Audio Theater Tour describes plays for the visually impaired

Audio Theater Tour describes plays for the visually impaired

WBEZ brings you fact-based news and information. Sign up for our newsletters to stay up to date on the stories that matter.

Theaters talk about accessibility all the time. Sometimes it means affordability; sometimes it means clarity; and sometimes it means removing physical obstacles: providing ramps for wheelchair access and signed performances for people with hearing impairments.

Rarely, though, does a theater talk about providing access to people who are blind.  It may seem an overwhelming task to describe what the set looks like, what the actors look like, how the movements ebb and flow. But it is possible—in fact, Victory Gardens, Steppenwolf and Broadway in Chicago all provide audio description—and now a pair of Chicago actors has created a service that will offer audio description of a single performance at any Chicago theater for free.

Let me repeat that: if they can raise $35,000 by mid-July, for the next year they will provide an audio-described performance at any interested theater for free.

To accomplish this, DiAnne B. Shaw and Victor J. Cole have established a Kickstarter account.  Shaw explains, “Victor has been doing audio description for ten years at Victory Gardens, which is really at the forefront of this total access movement.  This really is the last stage–everyone understands that you need wheelchair access, everyone uses signers, but very few places do this.” 

And yet the process is both unobtrusive and relatively inexpensive.  A describer works from a booth with a monitor showing the action onstage, and narrates into wireless headsets worn by the patrons.  Even before the show begins, “We have a mock-up of the set, it’s sort of Braille-like, and patrons are able to feel it and touch it.  They go onstage and touch all the materials, and actors come out and describe themselves.  Many times you can have the set designers talk about their thoughts, and it helps [patrons] settle in so they know what the stage looks like.  And then the description is exactly at the moment of things done on stage: ‘He picks up the cup.‘” 

Adds Shaw, “Our goal is not only to let theaters know how easy this is, but also to make this tour unnecessary. Every theater [should] already have this as a part of what it’s doing.  [Audio description is] about $100 a show, so it’s not cost-prohibitive. And for this season it’ll cost nothing.

“Do you find,” asks Shaw modestly, “that when you finally come up with something that’s such a good idea, you look around and wonder why no one else has done it?”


To do. Each line holding the word "fault" must appear in the answer, copied from the entries.

[Records from a data source]
- - - - -
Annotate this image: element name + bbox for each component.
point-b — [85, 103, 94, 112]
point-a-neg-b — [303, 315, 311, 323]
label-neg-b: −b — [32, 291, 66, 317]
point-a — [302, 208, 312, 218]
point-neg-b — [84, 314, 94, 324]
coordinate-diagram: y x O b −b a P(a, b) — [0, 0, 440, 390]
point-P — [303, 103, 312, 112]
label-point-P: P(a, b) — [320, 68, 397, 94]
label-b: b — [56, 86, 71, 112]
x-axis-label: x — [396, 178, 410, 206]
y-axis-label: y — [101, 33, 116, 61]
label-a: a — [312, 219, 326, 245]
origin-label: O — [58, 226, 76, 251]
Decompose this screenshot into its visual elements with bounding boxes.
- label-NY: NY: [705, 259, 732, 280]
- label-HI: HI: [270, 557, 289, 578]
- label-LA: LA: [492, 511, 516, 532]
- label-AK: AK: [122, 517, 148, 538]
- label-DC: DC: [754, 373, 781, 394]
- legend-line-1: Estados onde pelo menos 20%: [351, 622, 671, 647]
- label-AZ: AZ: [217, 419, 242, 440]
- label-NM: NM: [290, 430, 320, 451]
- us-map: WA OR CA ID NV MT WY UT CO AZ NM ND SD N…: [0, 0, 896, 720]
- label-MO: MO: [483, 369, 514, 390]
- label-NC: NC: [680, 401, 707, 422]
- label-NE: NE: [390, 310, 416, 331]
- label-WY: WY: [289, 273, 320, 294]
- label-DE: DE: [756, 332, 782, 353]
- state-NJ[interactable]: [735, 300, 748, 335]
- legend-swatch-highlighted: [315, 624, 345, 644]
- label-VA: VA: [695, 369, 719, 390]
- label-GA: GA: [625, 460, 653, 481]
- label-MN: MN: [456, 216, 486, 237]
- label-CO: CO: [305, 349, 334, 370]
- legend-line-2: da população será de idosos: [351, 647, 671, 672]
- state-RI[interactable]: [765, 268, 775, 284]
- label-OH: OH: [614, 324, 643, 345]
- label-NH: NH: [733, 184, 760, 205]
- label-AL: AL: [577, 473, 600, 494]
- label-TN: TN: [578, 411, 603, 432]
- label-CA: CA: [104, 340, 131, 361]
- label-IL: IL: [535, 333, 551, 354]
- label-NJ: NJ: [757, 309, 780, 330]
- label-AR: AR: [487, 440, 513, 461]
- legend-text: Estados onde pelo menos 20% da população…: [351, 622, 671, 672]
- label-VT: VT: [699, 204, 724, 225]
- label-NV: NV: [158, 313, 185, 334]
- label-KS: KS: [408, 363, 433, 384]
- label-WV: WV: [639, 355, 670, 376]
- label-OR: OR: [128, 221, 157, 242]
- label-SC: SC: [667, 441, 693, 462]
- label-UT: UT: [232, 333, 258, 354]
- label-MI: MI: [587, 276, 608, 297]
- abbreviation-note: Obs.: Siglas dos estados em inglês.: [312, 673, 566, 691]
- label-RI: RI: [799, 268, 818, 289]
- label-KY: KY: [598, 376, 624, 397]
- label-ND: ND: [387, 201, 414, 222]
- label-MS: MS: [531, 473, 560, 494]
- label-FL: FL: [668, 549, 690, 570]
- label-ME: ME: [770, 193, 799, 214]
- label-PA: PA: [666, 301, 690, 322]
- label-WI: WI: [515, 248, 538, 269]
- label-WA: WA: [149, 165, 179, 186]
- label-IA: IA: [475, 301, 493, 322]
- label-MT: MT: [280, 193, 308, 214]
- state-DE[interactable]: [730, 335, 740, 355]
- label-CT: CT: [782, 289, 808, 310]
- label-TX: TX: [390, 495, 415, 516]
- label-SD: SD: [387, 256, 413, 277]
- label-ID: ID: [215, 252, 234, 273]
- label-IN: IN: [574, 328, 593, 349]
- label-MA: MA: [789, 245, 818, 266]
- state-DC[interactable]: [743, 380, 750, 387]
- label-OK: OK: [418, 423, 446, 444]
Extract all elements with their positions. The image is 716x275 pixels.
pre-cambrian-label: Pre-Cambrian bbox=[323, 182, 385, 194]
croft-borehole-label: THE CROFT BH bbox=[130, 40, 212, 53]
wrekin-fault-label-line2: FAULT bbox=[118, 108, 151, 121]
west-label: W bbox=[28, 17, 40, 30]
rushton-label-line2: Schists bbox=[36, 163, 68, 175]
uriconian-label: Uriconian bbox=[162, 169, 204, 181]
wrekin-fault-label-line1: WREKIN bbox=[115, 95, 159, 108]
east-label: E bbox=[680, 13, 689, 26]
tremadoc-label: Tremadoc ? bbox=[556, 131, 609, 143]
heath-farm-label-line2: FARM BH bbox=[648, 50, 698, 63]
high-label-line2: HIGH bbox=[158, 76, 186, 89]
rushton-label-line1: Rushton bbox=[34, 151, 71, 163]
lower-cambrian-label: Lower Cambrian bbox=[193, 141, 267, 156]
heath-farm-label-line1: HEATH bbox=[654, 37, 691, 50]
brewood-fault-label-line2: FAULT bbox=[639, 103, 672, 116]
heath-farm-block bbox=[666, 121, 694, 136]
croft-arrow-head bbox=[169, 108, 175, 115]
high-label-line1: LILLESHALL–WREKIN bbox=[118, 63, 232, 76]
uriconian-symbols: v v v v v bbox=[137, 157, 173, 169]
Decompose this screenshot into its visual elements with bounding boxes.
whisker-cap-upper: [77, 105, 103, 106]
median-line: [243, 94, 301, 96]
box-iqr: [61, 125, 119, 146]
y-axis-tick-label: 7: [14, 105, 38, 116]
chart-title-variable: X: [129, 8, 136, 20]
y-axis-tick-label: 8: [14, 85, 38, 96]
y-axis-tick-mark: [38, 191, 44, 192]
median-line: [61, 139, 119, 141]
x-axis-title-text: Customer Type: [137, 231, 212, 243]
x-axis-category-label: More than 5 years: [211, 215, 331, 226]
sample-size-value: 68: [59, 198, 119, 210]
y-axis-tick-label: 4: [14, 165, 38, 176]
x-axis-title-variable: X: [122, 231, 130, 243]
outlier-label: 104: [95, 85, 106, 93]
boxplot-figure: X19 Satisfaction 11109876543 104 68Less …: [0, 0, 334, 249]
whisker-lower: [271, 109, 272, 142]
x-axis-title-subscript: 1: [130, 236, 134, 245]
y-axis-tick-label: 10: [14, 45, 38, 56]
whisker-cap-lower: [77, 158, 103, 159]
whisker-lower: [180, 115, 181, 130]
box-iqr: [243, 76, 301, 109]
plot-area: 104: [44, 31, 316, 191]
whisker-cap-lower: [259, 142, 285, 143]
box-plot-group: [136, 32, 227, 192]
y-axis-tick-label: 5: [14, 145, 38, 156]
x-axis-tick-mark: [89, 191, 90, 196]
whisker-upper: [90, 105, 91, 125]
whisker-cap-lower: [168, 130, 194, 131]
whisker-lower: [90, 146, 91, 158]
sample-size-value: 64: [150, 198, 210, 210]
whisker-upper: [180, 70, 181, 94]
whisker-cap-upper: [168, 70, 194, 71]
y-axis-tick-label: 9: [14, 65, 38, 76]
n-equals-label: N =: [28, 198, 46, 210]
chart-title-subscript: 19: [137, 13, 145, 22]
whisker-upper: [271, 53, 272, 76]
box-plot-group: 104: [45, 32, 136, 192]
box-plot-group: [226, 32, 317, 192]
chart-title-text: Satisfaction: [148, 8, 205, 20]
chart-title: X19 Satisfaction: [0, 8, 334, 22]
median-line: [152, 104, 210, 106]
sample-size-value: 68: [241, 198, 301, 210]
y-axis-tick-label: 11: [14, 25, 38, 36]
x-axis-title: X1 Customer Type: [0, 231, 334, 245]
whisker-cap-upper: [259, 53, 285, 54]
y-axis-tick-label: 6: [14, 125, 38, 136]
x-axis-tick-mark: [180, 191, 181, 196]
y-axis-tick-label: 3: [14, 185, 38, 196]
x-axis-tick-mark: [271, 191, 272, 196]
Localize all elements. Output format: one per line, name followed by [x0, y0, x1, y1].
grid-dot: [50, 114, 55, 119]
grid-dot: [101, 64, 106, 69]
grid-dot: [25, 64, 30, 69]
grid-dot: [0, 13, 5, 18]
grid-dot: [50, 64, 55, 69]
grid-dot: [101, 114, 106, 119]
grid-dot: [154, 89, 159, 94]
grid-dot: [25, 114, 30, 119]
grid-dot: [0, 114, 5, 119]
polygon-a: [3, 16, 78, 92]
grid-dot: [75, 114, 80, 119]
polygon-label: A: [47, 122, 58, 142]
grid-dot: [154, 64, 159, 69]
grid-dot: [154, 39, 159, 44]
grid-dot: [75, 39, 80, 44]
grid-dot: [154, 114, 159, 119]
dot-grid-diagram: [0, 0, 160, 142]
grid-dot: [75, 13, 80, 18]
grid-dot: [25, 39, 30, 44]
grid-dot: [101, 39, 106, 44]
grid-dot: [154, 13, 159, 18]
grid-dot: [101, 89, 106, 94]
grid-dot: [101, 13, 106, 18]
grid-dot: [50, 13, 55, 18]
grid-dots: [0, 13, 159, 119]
- - - - -
Solution.
wrekin-fault-label-line2: FAULT bbox=[118, 108, 151, 121]
wrekin-fault-label-line1: WREKIN bbox=[115, 95, 159, 108]
brewood-fault-label-line2: FAULT bbox=[639, 103, 672, 116]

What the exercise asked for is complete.